While many believe the informal levers of power of Louisiana’s governor control too much relative to the Legislature, it’s often overlooked that the Legislature can run some pretty good interference over the governor’s plans – and too often motivated by parochial and political interests.
Yesterday a committee in each chamber gave a good example of how this thinking may come to hurt Louisiana. In the Senate Governmental and Affairs Committee, it passed out unanimously SB 18 by state Sen. Edwin Murray which would allow the Senate to confirm appointees to the governing board of the new Medical Center of Louisiana – New Orleans facility. It has four appointees each by the governor and the Louisiana State University system that will run it, and single ones from participating partner universities Tulane, Dillard, and Xavier.
Officials of the Gov. Bobby Jindal Administration and LSU argued this could prove problematic. They said this system without Senate approval was designed specifically to avoid any debt registered by the facility (and it will be in several hundreds of millions of dollars) to count against the state’s total. This has a constitutional cap on it so if it qualified as the state’s, it could delay seriously the project, and typically it has a better chance of not being counted this way if there is no Senate involvement.
The problem is, the determination is made by a somewhat subjective process by credit rating agencies so nobody really knows what impact this additional requirement would have. Discretion would have been the better part of valor, therefore, and left it off.
But apparently some in the Senate have had a fit of pique that, with five appointments made and six to go, all to date have been white males. While diversity does no harm when it occurs naturally as a part of a process to pick the best representatives, if the law was used as a club to force it, that would be a detriment to the state where an informal quota takes precedence over quality, just to assuage the political leanings of some senators.
Yet this interference is mild compared to that put up by the House Health and Welfare Committee when it approved HB 1443 by state Rep. John Bel Edwards which would give committees veto power over many Department of Health and Hospital contracts to privatize services. The department has outlined a scenario that would save the state likely tens of millions of dollars without deterioration of services because of the fundamental recognition that for many in need of mental health services the private sector inherently provides them more efficiently.
However, this goes against the ideological belief of legislators like Edwards who is more concerned about protecting state jobs and union influence than in working for better allocation of funds. That also jibes with the agenda of legislators like state Rep. Tom McVea who consider state facilities in their districts as government-provided economic development whose presence politicians can derive credit from for future electoral activities. While they may care about service quality for clients, they cannot provide a shred of evidence that private facilities (which far outnumber those of the state) do any worse job at any higher expense.
Both bills unflatteringly put agendas and government ahead of people, and it’s unlikely they can survive anticipated vetoes by Jindal if they were to get that far. They also serve as reminders of this bad tendency that is part of legislative politics everywhere, but not often seen as virulently as in Louisiana’s hyper-politicized atmosphere.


> [TASK GOAL]
Tally the lines below that contain "Pechauer" and reply with only the tally.

Dataset rows for apps and sites:
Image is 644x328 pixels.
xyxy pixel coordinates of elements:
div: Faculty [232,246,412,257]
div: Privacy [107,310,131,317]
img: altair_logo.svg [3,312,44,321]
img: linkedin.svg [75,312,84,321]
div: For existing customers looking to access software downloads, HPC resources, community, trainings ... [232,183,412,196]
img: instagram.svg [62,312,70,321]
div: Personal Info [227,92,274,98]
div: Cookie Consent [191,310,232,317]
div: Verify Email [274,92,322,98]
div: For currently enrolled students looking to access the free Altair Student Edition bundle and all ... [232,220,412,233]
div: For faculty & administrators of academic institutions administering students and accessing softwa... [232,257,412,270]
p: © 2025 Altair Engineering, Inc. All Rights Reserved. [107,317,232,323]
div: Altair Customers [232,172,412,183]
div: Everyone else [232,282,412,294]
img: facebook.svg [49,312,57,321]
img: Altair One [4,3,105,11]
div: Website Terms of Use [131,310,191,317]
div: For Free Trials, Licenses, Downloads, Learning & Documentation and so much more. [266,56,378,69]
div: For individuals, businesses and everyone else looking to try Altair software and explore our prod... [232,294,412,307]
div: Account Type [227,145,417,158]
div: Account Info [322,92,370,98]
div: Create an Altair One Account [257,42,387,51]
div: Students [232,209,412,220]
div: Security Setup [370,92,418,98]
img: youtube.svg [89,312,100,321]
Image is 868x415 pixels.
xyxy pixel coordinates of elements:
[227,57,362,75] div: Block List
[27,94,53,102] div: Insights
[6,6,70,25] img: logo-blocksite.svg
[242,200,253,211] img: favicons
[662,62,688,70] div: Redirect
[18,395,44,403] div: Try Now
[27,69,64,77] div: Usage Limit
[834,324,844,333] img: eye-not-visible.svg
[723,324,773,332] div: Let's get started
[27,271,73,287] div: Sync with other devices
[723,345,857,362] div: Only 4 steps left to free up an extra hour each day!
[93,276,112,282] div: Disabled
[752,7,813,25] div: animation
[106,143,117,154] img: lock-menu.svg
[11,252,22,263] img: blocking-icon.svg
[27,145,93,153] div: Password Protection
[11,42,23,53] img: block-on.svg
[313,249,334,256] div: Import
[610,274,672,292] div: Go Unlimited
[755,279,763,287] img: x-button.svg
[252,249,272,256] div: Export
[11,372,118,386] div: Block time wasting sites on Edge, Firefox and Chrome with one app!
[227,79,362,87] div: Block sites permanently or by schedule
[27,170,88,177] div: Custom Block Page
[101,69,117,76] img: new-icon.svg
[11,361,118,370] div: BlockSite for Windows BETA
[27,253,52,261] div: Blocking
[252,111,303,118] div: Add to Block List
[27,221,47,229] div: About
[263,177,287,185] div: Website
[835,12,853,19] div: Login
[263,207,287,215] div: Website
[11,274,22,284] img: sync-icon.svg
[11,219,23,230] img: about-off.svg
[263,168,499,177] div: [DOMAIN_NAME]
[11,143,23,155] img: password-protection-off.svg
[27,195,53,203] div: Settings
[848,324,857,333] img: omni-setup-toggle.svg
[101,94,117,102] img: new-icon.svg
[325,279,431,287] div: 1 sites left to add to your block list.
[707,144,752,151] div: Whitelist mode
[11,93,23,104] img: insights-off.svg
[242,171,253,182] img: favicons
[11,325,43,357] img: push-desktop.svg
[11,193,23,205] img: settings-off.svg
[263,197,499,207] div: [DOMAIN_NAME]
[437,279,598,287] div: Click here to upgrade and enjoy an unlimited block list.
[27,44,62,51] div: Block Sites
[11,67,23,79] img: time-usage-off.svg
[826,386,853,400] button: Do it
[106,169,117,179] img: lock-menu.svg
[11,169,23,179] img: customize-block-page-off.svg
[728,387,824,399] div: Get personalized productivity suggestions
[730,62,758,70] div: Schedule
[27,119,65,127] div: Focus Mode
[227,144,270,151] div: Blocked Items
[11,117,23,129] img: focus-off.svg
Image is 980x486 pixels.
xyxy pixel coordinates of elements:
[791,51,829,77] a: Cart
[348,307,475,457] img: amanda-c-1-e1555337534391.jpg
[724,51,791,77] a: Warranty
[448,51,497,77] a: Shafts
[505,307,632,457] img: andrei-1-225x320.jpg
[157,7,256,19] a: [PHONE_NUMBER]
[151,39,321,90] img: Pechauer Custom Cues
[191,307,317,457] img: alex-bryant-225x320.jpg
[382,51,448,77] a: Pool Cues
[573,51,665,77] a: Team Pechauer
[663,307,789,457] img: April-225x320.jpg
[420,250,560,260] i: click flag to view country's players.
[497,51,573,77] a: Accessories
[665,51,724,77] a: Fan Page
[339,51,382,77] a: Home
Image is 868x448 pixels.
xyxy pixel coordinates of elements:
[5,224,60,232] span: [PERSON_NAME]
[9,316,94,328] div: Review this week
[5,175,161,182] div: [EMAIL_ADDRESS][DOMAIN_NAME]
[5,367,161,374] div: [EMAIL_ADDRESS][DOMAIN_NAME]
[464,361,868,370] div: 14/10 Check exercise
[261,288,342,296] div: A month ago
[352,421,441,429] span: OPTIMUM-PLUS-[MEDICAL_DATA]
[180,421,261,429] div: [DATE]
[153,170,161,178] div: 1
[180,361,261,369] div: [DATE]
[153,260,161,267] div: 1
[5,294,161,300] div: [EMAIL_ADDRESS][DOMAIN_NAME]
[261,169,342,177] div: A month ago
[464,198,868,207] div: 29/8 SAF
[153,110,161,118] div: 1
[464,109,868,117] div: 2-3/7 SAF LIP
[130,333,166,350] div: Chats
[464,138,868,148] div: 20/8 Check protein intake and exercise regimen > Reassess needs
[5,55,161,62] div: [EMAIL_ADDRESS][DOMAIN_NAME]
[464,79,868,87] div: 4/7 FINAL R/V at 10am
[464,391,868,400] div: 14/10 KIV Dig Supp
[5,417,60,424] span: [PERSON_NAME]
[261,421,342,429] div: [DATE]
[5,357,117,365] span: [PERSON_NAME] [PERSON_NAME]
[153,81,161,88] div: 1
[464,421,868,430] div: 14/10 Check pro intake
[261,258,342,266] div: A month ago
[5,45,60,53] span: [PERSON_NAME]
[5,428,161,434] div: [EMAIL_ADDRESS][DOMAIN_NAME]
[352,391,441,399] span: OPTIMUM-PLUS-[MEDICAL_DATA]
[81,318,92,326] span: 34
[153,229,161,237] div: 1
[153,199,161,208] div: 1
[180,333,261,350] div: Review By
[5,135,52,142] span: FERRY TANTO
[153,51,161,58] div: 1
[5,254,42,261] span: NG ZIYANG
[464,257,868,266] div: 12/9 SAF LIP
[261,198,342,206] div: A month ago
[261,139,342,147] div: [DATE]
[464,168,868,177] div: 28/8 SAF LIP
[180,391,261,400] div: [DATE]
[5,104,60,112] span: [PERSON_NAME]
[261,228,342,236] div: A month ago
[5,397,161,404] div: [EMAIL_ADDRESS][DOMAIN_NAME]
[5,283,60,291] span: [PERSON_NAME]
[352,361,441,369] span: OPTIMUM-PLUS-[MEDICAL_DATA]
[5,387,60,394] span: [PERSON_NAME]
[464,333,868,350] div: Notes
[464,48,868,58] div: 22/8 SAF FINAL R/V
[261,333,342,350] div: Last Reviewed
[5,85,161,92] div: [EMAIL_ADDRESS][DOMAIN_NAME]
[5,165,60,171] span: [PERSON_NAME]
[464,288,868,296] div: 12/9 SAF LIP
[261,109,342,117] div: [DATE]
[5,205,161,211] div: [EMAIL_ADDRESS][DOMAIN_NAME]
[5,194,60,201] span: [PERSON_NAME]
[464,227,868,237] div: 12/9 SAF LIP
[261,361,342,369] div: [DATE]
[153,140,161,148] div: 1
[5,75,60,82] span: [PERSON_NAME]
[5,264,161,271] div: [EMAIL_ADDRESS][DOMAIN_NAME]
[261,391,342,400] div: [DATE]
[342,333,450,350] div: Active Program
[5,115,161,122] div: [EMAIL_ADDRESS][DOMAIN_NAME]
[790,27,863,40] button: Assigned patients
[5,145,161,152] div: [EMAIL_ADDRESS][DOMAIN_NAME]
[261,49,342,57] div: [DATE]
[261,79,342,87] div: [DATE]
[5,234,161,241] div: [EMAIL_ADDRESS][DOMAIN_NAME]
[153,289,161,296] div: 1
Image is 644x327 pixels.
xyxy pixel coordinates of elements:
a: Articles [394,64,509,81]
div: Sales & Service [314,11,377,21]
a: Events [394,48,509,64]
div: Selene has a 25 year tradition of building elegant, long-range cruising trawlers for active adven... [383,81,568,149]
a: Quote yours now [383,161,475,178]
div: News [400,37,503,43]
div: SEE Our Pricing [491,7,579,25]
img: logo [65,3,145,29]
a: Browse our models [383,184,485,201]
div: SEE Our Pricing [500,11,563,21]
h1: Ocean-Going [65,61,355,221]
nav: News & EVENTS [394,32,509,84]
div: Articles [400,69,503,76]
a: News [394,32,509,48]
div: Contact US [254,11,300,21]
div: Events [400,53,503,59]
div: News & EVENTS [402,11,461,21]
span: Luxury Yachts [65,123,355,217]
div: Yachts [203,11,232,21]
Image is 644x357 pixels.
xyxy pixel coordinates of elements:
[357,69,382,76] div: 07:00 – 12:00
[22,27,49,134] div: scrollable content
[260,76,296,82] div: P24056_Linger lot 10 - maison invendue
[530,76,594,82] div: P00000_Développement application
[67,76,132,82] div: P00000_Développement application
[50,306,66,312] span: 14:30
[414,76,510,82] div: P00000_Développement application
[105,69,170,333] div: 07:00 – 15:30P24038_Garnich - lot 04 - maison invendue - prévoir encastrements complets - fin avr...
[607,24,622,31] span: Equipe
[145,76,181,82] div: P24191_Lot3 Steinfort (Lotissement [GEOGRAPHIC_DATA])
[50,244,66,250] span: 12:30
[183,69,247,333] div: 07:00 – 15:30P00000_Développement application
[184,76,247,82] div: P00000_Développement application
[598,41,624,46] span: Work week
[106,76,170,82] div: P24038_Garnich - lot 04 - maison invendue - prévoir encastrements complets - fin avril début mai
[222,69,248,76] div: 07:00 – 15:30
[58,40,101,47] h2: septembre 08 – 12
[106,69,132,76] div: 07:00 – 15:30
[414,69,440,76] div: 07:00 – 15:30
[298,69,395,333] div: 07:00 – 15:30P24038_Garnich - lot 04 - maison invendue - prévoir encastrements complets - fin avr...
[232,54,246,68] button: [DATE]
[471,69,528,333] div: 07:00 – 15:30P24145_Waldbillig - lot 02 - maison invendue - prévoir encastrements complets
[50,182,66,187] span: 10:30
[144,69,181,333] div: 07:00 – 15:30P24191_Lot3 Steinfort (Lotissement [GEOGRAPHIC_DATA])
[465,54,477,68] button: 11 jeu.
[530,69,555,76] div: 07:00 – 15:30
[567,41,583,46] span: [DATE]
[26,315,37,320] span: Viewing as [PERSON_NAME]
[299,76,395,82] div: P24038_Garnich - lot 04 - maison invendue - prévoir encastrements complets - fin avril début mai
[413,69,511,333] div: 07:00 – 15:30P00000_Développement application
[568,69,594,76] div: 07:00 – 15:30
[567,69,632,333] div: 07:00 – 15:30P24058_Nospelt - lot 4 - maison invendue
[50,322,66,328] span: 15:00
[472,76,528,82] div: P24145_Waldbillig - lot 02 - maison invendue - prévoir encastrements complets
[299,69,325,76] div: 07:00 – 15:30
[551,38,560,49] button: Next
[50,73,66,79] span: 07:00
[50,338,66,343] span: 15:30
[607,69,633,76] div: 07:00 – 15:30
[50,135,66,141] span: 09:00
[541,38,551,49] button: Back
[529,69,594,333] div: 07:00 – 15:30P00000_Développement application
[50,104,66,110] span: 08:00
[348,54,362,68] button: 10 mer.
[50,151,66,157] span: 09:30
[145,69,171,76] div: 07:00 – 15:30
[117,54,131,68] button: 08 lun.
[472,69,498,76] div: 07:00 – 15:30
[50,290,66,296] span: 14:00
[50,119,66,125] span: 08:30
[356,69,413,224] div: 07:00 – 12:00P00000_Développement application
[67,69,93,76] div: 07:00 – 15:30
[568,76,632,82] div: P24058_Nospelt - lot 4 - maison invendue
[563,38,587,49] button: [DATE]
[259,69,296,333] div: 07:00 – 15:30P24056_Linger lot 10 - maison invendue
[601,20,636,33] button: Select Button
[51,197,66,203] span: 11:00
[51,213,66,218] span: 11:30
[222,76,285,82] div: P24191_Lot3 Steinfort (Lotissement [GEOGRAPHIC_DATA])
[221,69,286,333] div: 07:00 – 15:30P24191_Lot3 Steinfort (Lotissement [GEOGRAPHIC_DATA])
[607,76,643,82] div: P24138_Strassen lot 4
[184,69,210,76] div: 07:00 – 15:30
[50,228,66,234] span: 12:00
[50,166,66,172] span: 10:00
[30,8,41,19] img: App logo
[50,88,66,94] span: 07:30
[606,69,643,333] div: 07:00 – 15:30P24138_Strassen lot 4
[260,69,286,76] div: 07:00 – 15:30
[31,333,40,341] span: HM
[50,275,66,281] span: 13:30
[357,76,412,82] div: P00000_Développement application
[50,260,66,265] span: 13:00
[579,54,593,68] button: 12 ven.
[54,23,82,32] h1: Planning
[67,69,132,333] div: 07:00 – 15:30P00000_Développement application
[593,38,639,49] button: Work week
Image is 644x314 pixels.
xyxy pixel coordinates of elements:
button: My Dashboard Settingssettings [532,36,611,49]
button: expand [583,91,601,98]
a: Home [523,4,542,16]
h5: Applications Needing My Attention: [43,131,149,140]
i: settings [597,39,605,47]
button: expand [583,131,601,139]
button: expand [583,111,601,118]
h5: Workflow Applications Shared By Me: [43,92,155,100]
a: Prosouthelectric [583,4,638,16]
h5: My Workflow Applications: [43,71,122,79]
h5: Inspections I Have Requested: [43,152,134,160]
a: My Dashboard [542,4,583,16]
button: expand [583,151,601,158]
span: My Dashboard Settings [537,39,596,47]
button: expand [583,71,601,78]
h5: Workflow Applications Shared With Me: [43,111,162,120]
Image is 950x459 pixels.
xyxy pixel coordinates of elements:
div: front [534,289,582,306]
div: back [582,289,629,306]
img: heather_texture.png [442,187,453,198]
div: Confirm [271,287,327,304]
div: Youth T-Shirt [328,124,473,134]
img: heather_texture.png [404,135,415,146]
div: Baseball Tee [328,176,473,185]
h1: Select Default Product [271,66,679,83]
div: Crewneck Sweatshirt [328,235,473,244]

> [FINISHED EXERCISE]
2